Hey Chris, you can use ARCA or EDGX to get paid, but you have to add liquidity not remove, both ECN's pays for adding liquidity. I'm not sure if it works that way for retail though, i'm trading for a prop firm and that's how it works but you should check that with your broker. A quick advise for the thread, try to add how many shares you buy/sell per trade, that gets a better a understading of what you're doing. Keep it up!
Hey Chris....just wondering if your firm has a loss limit for the day? Also, how many tickets and trades are you taking a day on average?
Yo Shan, My firm does have a loss limit. It''s 500 per day. Whatever trade puts you over 500, even if it comes back below it, you are only allowed to close positions for the rest of the day. Right now I'm halting trading until I further refine my plan. But before I stopped, like last week, I was trading 300-500 share lots maybe 4 or 5 times a day. I read somewhere a while ago that studies were done and the most successful traders were either taking hundreds of trades a day (the high frequency guys' algos) or they were only taking between 3-5 trades per day. I assume those guys are keeping their trading to a minimum and only take the best setups. EDIT: Also, if I choose to, I can set a smaller daily loss limit than 500.
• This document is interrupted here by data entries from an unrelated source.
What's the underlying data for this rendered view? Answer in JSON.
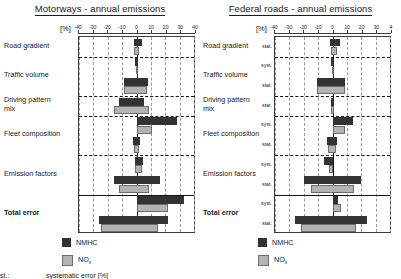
{
  "figure": {
    "footnote_key": "st.:",
    "footnote_text": "systematic error [%]"
  },
  "legend": {
    "items": [
      {
        "label": "NMHC",
        "sub": "",
        "color": "#333333",
        "name": "nmhc"
      },
      {
        "label": "NO",
        "sub": "x",
        "color": "#b3b3b3",
        "name": "nox"
      }
    ]
  },
  "axis": {
    "unit": "[%]",
    "ticks": [
      -40,
      -30,
      -20,
      -10,
      0,
      10,
      20,
      30,
      40
    ],
    "tick_labels_left": [
      "-40",
      "-30",
      "-20",
      "-10",
      "0",
      "10",
      "20",
      "30",
      "40"
    ],
    "tick_labels_right": [
      "-40",
      "-30",
      "-20",
      "-10",
      "0",
      "10",
      "20",
      "30",
      "4"
    ],
    "min": -40,
    "max": 40
  },
  "categories": [
    {
      "label": "Road gradient",
      "bold": false
    },
    {
      "label": "Traffic volume",
      "bold": false
    },
    {
      "label": "Driving pattern\nmix",
      "bold": false
    },
    {
      "label": "Fleet composition",
      "bold": false
    },
    {
      "label": "Emission factors",
      "bold": false
    },
    {
      "label": "Total error",
      "bold": true
    }
  ],
  "row_sublabels": [
    "stat.",
    "syst.",
    "stat.",
    "stat.",
    "syst.",
    "stat.",
    "syst.",
    "stat.",
    "syst.",
    "stat."
  ],
  "chart_data": [
    {
      "type": "bar",
      "orientation": "horizontal",
      "title": "Motorways - annual emissions",
      "xlabel": "[%]",
      "ylabel": "",
      "xlim": [
        -40,
        40
      ],
      "grid": true,
      "legend_position": "bottom-center",
      "categories": [
        "Road gradient",
        "Traffic volume",
        "Driving pattern mix",
        "Fleet composition",
        "Emission factors",
        "Total error"
      ],
      "rows": [
        {
          "category": "Road gradient",
          "error_type": "stat.",
          "nmhc": [
            -2.0,
            4.0
          ],
          "nox": [
            -1.5,
            2.0
          ]
        },
        {
          "category": "Traffic volume",
          "error_type": "syst.",
          "nmhc": [
            -0.8,
            0.8
          ],
          "nox": [
            -0.6,
            0.6
          ]
        },
        {
          "category": "Traffic volume",
          "error_type": "stat.",
          "nmhc": [
            -9.0,
            8.0
          ],
          "nox": [
            -9.0,
            7.0
          ]
        },
        {
          "category": "Driving pattern mix",
          "error_type": "stat.",
          "nmhc": [
            -12.0,
            5.0
          ],
          "nox": [
            -16.0,
            9.0
          ]
        },
        {
          "category": "Fleet composition",
          "error_type": "syst.",
          "nmhc": [
            0.0,
            28.0
          ],
          "nox": [
            0.0,
            11.0
          ]
        },
        {
          "category": "Fleet composition",
          "error_type": "stat.",
          "nmhc": [
            -2.5,
            2.5
          ],
          "nox": [
            -1.5,
            1.5
          ]
        },
        {
          "category": "Emission factors",
          "error_type": "syst.",
          "nmhc": [
            -1.0,
            4.5
          ],
          "nox": [
            -1.0,
            3.5
          ]
        },
        {
          "category": "Emission factors",
          "error_type": "stat.",
          "nmhc": [
            -16.0,
            16.0
          ],
          "nox": [
            -12.0,
            9.0
          ]
        },
        {
          "category": "Total error",
          "error_type": "syst.",
          "nmhc": [
            0.0,
            33.0
          ],
          "nox": [
            0.0,
            22.0
          ]
        },
        {
          "category": "Total error",
          "error_type": "stat.",
          "nmhc": [
            -26.0,
            22.0
          ],
          "nox": [
            -25.0,
            15.0
          ]
        }
      ]
    },
    {
      "type": "bar",
      "orientation": "horizontal",
      "title": "Federal roads - annual emissions",
      "xlabel": "[%]",
      "ylabel": "",
      "xlim": [
        -40,
        40
      ],
      "grid": true,
      "legend_position": "bottom-center",
      "categories": [
        "Road gradient",
        "Traffic volume",
        "Driving pattern mix",
        "Fleet composition",
        "Emission factors",
        "Total error"
      ],
      "rows": [
        {
          "category": "Road gradient",
          "error_type": "stat.",
          "nmhc": [
            -1.5,
            5.0
          ],
          "nox": [
            -1.0,
            3.0
          ]
        },
        {
          "category": "Traffic volume",
          "error_type": "syst.",
          "nmhc": [
            -0.7,
            0.9
          ],
          "nox": [
            -0.5,
            0.5
          ]
        },
        {
          "category": "Traffic volume",
          "error_type": "stat.",
          "nmhc": [
            -11.0,
            9.0
          ],
          "nox": [
            -11.0,
            9.0
          ]
        },
        {
          "category": "Driving pattern mix",
          "error_type": "stat.",
          "nmhc": [
            -1.0,
            1.0
          ],
          "nox": [
            -0.8,
            0.8
          ]
        },
        {
          "category": "Fleet composition",
          "error_type": "syst.",
          "nmhc": [
            0.0,
            14.0
          ],
          "nox": [
            0.0,
            9.0
          ]
        },
        {
          "category": "Fleet composition",
          "error_type": "stat.",
          "nmhc": [
            -4.0,
            3.0
          ],
          "nox": [
            -3.0,
            2.5
          ]
        },
        {
          "category": "Emission factors",
          "error_type": "syst.",
          "nmhc": [
            -6.0,
            0.0
          ],
          "nox": [
            -2.5,
            0.0
          ]
        },
        {
          "category": "Emission factors",
          "error_type": "stat.",
          "nmhc": [
            -20.0,
            20.0
          ],
          "nox": [
            -15.0,
            15.0
          ]
        },
        {
          "category": "Total error",
          "error_type": "syst.",
          "nmhc": [
            0.0,
            4.0
          ],
          "nox": [
            0.0,
            6.0
          ]
        },
        {
          "category": "Total error",
          "error_type": "stat.",
          "nmhc": [
            -26.0,
            24.0
          ],
          "nox": [
            -22.0,
            16.0
          ]
        }
      ]
    }
  ]
}
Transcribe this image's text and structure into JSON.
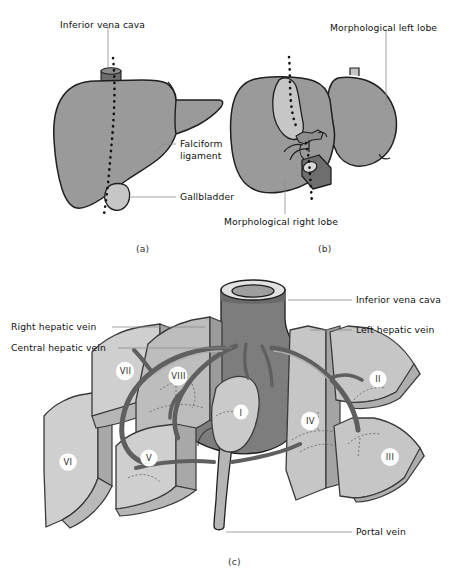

Chris, That is a high loss limit...well relative to your account size it might not be? How big is your account? I have a 10k account and have a loss limit of $100. I've been trading for the past couple weeks and only trading 100 shares at a time lol. Every trader that I talked to that trades equities at my firm and other firm's all told me to keep my size really small enough to last in the game until I am good enough!
Hey Shan, It's good that you're trading in very small size. I have a $7500 account for now. I agree it is a high loss relative to my account size however, up to this point, I've been grateful I haven't had tighter restrictions because no one is preventing me from feeling the pain that comes with losing money. So, I look at it like it's helping me change!